Watch CBS News

Book Links IBM To Holocaust

U.S. computer giant IBM has alerted its employees about an upcoming book detailing the company's role in helping Nazis carry out the Holocaust, according to an internal company message.

The book, by Washington-based researcher Edwin Black, is titled IBM and the Holocaust. It claims that punch-card machines built by IBM were a key factor enabling the Nazis to make their killing operations more efficient.

The allegations are also the focus of a lawsuit reportedly filed against IBM in New York, but the company hasn't yet seen either the book or the lawsuit and isn't commenting in detail, Ian Colley, IBM's European spokesman in Paris, said Monday.

"If this book points to new and verifiable information that advances understanding of this tragic era, IBM will examine it and ask that appropriate scholars and historians do the same," the company said in its statement to employees last week.

IBM's German subsidiary during the Nazi era, Deutsche Hollerith Maschinen GmbH, was taken over by the Nazis. A machine made by the company - believed to have been used in the 1933 German census, the year the Nazis took power - is on display at the U.S. Holocaust Memorial Museum in Washington.

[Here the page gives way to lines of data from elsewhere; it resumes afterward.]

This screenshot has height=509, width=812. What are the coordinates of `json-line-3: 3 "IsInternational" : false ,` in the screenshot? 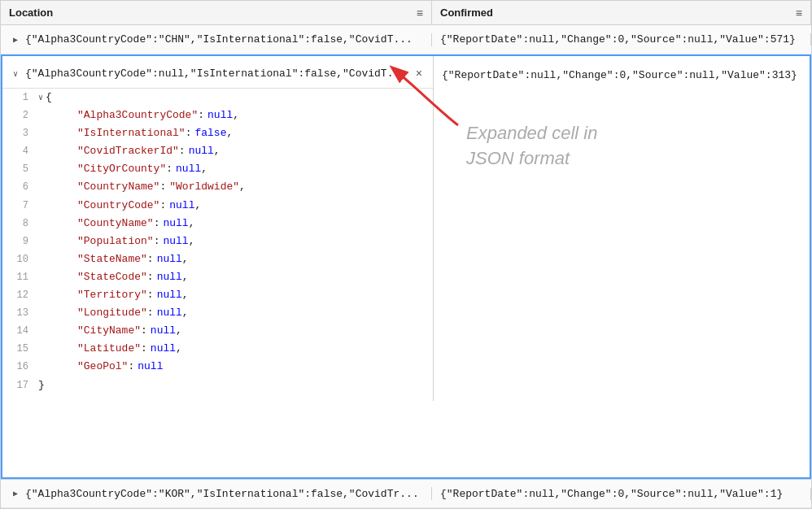 It's located at (218, 133).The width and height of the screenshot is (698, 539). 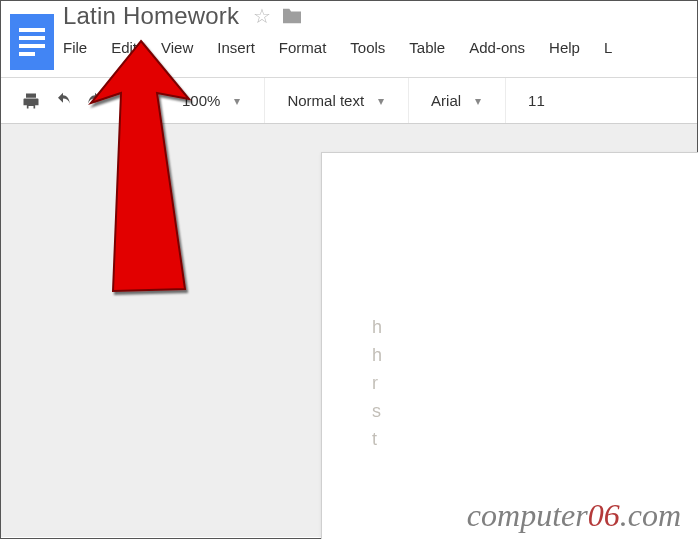 I want to click on wm-suffix: .com, so click(x=650, y=515).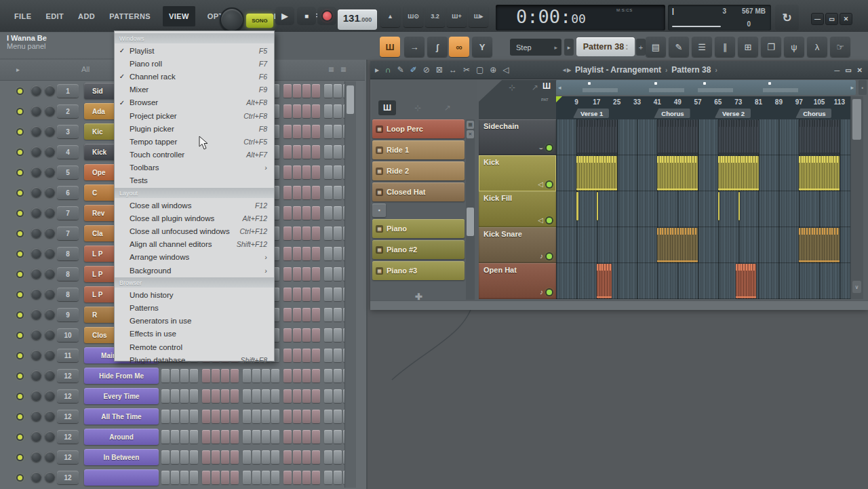 This screenshot has width=868, height=489. Describe the element at coordinates (194, 359) in the screenshot. I see `menu-item-plugin-database: Plugin databaseShift+F8` at that location.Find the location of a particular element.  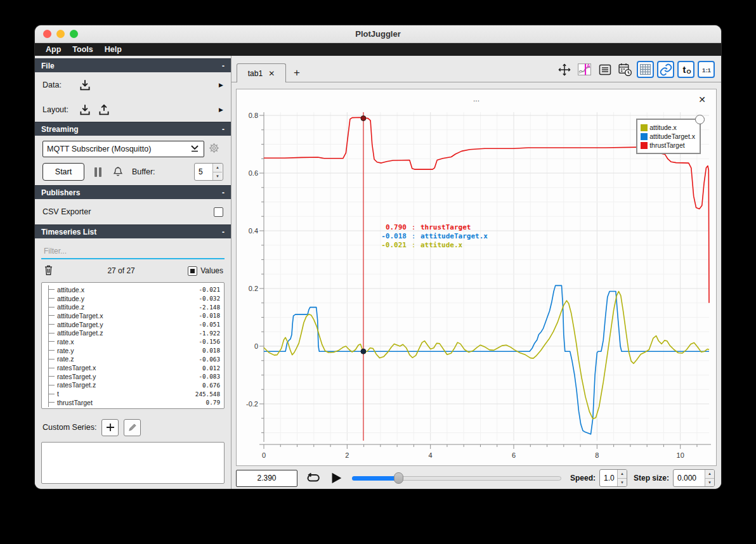

speed-spinbox: ▲ ▼ is located at coordinates (613, 478).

The German division, which after the war became IBM Germany, has paid into Germany's government-industry initiative to compensate people forced to work for the Nazis during the war.

Colley said IBM itself has turned over all its information on the company's Nazi-era operations to universities.

"We obviously find anything to do with the Nazi regime abhorrent and will be the first to condemn the activities of anyone who was associated with the Nazi regime," Colley said.

View CBS News In
CBS News App Open
Chrome Safari Continue
Be the first to know
Get browser notifications for breaking news, live events, and exclusive reporting.